Although some parts make pretty forbidding reading, the book as a whole
makes excellent sense.
Jones’s themes—the indeterminacies of meaning, the institutional
need to fix meaning and so produce literary knowledge, and the strategic
deceptions required for this fixing—lead him into engagements with a
large number of critics and issues. The poems have puzzled readers and
prompted interpretation since their publication. Ruskin, Arnold, and
others took Wordsworth’s own “quasi-grouping” of the poems to
indicate a definite association; Jones discloses their Victorian
readings as attempts to impose a clear and univocal order. A discussion
of parody’s relationship to criticism and to literary allusion leads
him from comical pieces by Catherine Fanshawe and J.K. Stephens to the
uses of Lucy in Mary Shelley’s The Last Man and Melville’s Pierre.

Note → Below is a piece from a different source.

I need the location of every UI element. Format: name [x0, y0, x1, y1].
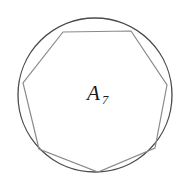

The last two chapters focus on 20th-century critical discussion of the
poems, analyzing critical and theoretical treatments by Paul de Man,
Geoffrey Hartman, E.D. Hirsch, Jr., Norman Holland, J. Hillis Miller,
and many others. The shortest Lucy poem, “A slumber did my spirit
seal,” emerges as one of 20th-century criticism’s touchstone texts.
Jones is very careful with details, and this allows him to arraign many
critics—especially Miller, Hirsch, and de Man—on grounds of
carelessness and duplicity. Some, like Hugh Sykes Davies, Holland, and
especially Hartman, emerge as more clear-sighted and trustworthy. Though
the book is dense and occasionally not very reader-friendly, it is
nonetheless valuable, exposing facile and self-serving interpretation
and reasserting the importance of ethics in academic work.